LVB has indicated that it needs an investment of Rs 2,000 crore to stay afloat

After Yes Bank collapse, RBI steps on gas to save Lakshmi Vilas Bank


Shiv Kumar

Tribune News Service

Mumbai, March 9

Less than a week after the collapse of Yes Bank, the Reserve Bank of India is scrambling to save Lakshmi Vilas Bank, another troubled private bank which has operations mainly in Tamil Nadu and other parts of South India.

According to sources here, the Central bank is looking to merge LVB with another private bank. Among those in the fray to acquire LVB include the Kotak Mahindra Bank. A number of global investors, including DBS Bank India, Singapore’s sovereign wealth fund Temasek and the US-based Tilden Park Capital Management are among those who have already expressed interest in investing in Lakshmi Vilas Bank.

Incidentally, Tilden Park was on the list of the investors that were in the fray to invest in Yes Bank before it was seized by the Reserve Bank of India.

Sources in the RBI today confirmed that a strategic investor in LVB would be finalised in the next few days.

According to analysts who track the banking industry here, fund raising from international investors would be time consuming as the Central bank goes about its due diligence to ensure that they adhere to its fit-and-proper criteria. “It would be far easier for an existing bank to take over an ailing bank than go through the process of due diligence,” an analyst with a major fund house told Tribune.
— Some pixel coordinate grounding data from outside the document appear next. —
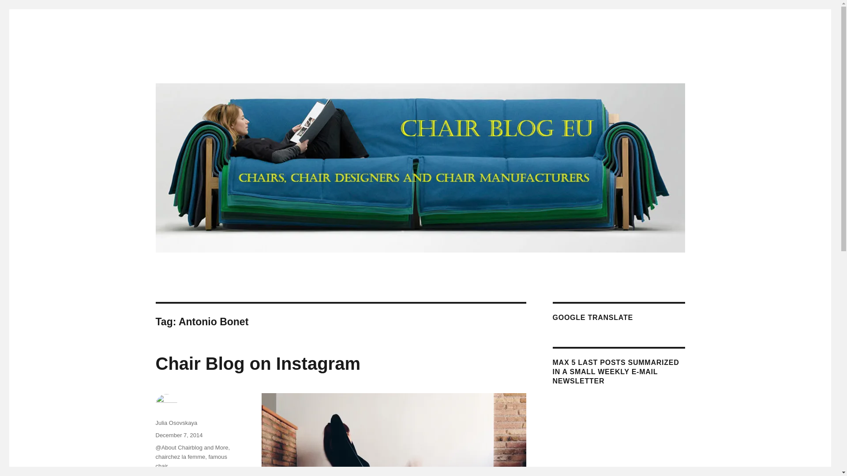 The width and height of the screenshot is (847, 476). What do you see at coordinates (192, 66) in the screenshot?
I see `Chairblog.eu` at bounding box center [192, 66].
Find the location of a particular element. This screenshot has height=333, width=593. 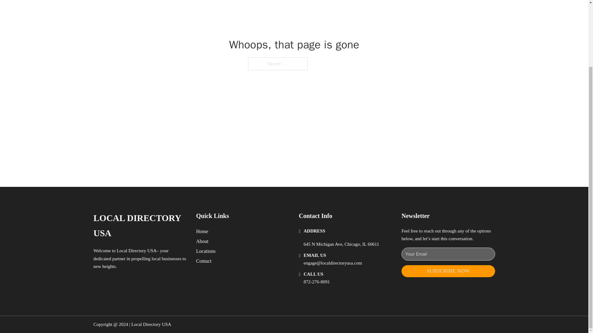

Contact is located at coordinates (204, 261).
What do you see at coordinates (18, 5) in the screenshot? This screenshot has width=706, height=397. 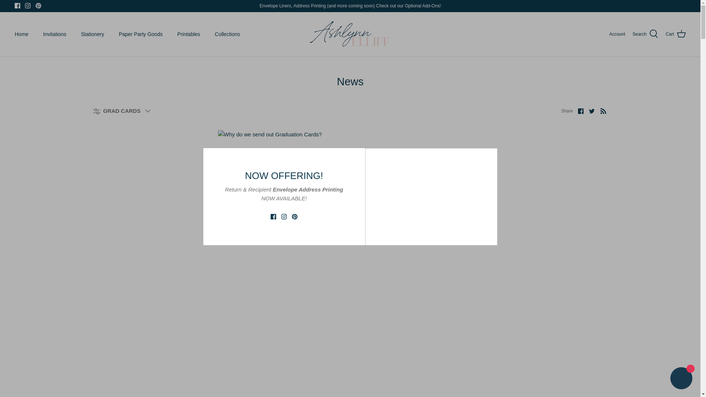 I see `Facebook` at bounding box center [18, 5].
The RBI had last year blocked attempts by Indiabulls Housing Finance to take over LVB.

The management of LVB has already indicated that it needs an investment of around Rs 2,000 crore in order to stay afloat. “We require about Rs 1,500 crore to Rs 2,000 crore to improve our operations,” LVB’s Interim Managing Director S Sundar said last month shortly after declaring the bank’s results for the December quarter.

In his interaction with analysts Sundar went on to say that LVB needed funds for working capital and funds to build its loan book in order to survive for the next two to three years. 

According to the bank’s financial results declared with the stock exchanges, LVB’s non-performing assets increased to 23.27 per cent in the December quarter as against 13.95 per cent in the corresponding period of the previous year.